Guiding Principles

The principles that guide decision making for the Epic Stack.

Decisions about the Epic Stack should be guided by the following guiding principles:

  • Limit Services: If we can reasonably build, deploy, maintain it ourselves, do it. Additionally, if we can reasonably run it within our app instance, do it. This saves on cost and reduces complexity.
  • Include Only Most Common Use Cases: As a project generator, it is expected that some code will necessarily be deleted, but implementing support for every possible type of feature is literally impossible. The starter app is not docs, so to demonstrate a feature or give an example, put that in the docs instead of in the starter app.
  • Minimize Setup Friction: Try to keep the amount of time it takes to get an app to production as small as possible. If a service is necessary, see if we can defer signup for that service until its services are actually required. Additionally, while the target audience for this stack is apps that need scale you have to pay for, we try to fit within the free tier of any services used during the exploration phase.
  • Optimize for Adaptability: While we feel great about our opinions, ever-changing product requirements sometimes necessitate swapping trade-offs. So while we try to keep things simple, we want to ensure teams using the Epic Stack are able to adapt by switching between third party services to custom-built services and vice-versa.
  • Only one way: Avoid providing more than one way to do the same thing. This applies to both the pre-configured code and the documentation.
  • Offline Development: We want to enable offline development as much as possible. Naturally we need to use third party services for some things (like email), but for those we'll strive to provide a way to mock them out for local development.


• _Instructions to follow_
Your answer should be each line of the entries that contains the word "Outlining", copied in full.

____ Data to process

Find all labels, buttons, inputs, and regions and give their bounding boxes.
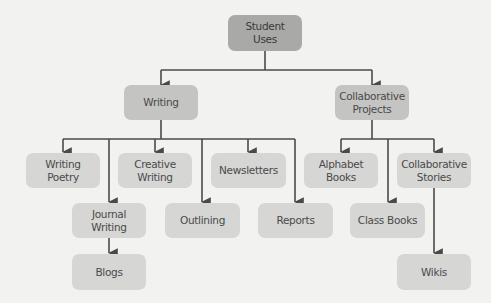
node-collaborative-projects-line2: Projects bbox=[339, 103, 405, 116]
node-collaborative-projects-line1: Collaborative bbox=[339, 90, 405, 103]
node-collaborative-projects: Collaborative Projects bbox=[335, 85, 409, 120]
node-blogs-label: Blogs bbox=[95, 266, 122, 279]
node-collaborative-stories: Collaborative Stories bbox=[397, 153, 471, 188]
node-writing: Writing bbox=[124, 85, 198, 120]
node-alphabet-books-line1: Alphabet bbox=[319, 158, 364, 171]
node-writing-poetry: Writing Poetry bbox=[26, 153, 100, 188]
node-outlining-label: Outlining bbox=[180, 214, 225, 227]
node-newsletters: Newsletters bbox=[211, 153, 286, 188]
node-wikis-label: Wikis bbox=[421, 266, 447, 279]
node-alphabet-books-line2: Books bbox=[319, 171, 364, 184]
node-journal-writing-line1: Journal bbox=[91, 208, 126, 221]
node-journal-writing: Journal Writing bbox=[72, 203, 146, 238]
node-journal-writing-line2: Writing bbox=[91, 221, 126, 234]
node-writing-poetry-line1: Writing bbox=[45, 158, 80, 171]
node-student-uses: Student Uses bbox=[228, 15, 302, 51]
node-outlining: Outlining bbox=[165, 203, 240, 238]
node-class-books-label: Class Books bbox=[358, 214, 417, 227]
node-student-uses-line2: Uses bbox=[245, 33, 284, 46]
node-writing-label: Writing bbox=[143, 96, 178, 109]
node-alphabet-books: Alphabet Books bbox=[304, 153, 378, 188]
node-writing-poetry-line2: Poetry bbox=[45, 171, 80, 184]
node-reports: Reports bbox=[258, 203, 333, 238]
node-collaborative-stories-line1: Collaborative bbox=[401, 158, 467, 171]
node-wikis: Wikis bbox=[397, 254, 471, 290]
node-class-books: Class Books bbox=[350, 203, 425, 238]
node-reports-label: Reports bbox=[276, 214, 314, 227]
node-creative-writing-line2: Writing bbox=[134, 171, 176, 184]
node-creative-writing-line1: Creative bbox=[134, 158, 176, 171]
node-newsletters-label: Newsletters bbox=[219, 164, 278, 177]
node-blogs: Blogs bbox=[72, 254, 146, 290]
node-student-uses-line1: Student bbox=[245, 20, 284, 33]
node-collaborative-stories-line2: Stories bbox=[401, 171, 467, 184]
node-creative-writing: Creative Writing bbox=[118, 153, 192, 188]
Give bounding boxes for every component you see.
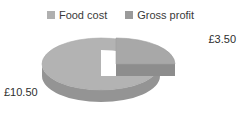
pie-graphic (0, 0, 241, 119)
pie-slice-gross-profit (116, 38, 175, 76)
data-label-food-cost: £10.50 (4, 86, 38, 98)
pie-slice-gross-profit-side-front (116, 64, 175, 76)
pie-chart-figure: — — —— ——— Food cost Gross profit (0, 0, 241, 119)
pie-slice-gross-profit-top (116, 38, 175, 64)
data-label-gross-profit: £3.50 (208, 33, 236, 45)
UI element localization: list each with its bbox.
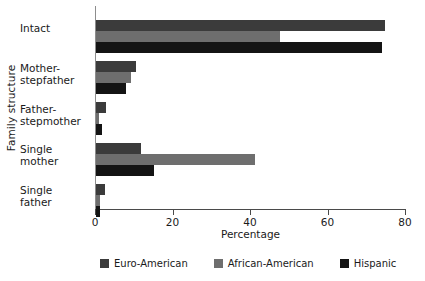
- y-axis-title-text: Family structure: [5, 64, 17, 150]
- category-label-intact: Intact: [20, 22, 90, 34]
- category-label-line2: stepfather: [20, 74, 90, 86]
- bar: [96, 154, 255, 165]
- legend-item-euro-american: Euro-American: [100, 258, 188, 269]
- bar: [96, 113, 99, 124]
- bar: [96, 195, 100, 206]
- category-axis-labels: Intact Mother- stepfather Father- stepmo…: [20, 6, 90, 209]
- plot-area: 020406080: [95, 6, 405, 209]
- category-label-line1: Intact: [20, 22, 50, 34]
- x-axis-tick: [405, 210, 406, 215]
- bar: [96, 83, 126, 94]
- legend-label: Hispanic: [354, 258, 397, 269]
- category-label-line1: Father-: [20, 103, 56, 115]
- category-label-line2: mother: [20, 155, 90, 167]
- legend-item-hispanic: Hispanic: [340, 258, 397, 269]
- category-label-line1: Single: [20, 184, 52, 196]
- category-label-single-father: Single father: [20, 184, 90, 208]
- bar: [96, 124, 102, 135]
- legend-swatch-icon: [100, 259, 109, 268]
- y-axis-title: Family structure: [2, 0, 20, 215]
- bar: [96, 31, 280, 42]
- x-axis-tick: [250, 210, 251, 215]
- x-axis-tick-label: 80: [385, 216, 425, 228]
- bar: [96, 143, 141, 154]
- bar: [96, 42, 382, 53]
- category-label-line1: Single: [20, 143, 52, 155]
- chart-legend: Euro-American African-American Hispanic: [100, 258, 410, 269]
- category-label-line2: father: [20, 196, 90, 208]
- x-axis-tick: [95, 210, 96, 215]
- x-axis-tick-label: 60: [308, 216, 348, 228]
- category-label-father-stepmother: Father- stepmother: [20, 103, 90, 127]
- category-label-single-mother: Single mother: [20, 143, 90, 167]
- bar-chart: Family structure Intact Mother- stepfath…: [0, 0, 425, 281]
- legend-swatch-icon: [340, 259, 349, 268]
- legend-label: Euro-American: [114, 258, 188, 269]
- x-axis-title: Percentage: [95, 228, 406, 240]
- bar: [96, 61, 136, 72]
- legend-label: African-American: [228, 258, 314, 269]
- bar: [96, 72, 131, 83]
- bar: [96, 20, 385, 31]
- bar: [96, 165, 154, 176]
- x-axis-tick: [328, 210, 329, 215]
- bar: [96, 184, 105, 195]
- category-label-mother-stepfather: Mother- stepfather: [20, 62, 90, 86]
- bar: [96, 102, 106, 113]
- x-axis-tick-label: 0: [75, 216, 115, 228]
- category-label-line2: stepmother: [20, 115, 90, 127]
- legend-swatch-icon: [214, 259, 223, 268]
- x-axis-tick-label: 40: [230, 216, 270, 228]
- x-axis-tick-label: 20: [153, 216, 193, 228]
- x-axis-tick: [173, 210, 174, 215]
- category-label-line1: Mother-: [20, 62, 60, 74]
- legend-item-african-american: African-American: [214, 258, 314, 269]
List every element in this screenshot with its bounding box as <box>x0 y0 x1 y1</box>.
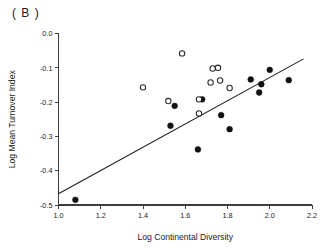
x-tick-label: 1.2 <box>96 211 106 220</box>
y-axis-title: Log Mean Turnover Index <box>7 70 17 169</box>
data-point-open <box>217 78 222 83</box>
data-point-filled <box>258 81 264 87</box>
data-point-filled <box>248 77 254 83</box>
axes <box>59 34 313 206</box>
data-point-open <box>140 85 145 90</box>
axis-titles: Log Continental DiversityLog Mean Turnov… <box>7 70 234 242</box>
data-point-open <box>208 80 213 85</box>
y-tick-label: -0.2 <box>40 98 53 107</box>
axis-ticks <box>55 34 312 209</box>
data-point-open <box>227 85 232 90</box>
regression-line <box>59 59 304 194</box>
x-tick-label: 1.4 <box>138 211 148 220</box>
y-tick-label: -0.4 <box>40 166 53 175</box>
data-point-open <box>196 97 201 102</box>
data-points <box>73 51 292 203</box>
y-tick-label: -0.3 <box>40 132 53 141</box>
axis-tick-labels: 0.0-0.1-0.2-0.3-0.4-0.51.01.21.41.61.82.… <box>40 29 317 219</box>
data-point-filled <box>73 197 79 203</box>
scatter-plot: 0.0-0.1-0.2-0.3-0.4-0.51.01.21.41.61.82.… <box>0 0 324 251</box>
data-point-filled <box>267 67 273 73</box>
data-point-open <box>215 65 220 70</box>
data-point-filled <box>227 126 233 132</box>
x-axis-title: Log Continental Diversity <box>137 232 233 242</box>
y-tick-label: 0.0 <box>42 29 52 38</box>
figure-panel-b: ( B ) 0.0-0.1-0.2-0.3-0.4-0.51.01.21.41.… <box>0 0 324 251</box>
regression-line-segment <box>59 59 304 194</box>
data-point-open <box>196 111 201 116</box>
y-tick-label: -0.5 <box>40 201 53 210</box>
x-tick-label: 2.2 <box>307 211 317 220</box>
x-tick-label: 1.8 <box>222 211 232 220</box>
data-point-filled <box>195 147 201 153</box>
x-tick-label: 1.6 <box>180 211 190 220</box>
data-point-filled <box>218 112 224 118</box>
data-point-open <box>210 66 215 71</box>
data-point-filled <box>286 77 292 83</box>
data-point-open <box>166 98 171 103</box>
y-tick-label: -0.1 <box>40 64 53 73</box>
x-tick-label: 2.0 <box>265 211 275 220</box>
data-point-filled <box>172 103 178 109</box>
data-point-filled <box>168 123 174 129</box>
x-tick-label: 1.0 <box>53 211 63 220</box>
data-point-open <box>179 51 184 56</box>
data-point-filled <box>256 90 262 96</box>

________

• _Task output_
node-outlining-label: Outlining bbox=[180, 214, 225, 227]
node-outlining: Outlining bbox=[165, 203, 240, 238]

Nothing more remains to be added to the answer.